Post JDK 1.6, the new utility in String class reads as isEmpty().

If String is empty, can it contains(CharSequence ch) another String.

Answer is YES.

static void emptyContainer(String s1, String s2) {
   if (s1.isEmpty()) {
      assert !(s1.contains(s2));
   }
}

Now that made me revisit the code to find number of occurrence of a sub String inside a parent String.
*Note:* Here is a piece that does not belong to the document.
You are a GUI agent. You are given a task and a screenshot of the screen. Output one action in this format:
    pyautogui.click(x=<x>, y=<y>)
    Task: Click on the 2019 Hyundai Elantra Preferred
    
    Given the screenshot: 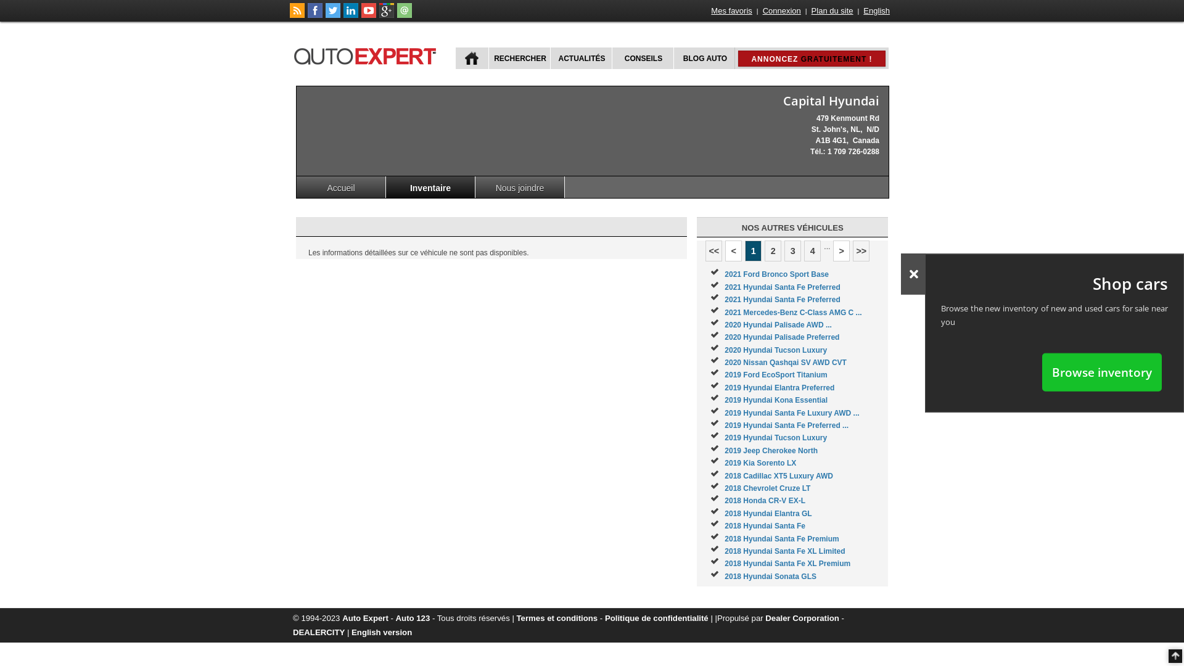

At a considerable amount of forums, the code variant as follows :

   public static int countSubstringV1(String mainString, String subStr) {  
        int lastIndex = 0;  
        int count = 0;  
        while ((lastIndex = mainString.indexOf(subStr, lastIndex)) != -1) {  
            count++;  
            lastIndex += subStr.length();  
        }  
  
//or  
  
public static int countSubstringV2(String mainString, String subStr){  
        int ans = 0;  
        Matcher m = Pattern.compile(Pattern.quote(subStr)).matcher(mainString);  
        while (m.find())  
            ans++;//count it  
        return ans;  
    }

More variations at rosettacode. Try the two methods above passing “Aminur”,”” as two arguments. First one goes in an endless loop while second one returns mainSting.length()+1.

So its better idea, to check for empty String as well, along with its null check. Specially when conditions require dependency on contains() or e.g indexOf(…). 

BTW, if you are going to provide a check in countSubstring method above e.g if(subStr.isEmpty()){..} what will be your return value? 0 ? mainString.length() ? IllegalArgumentException?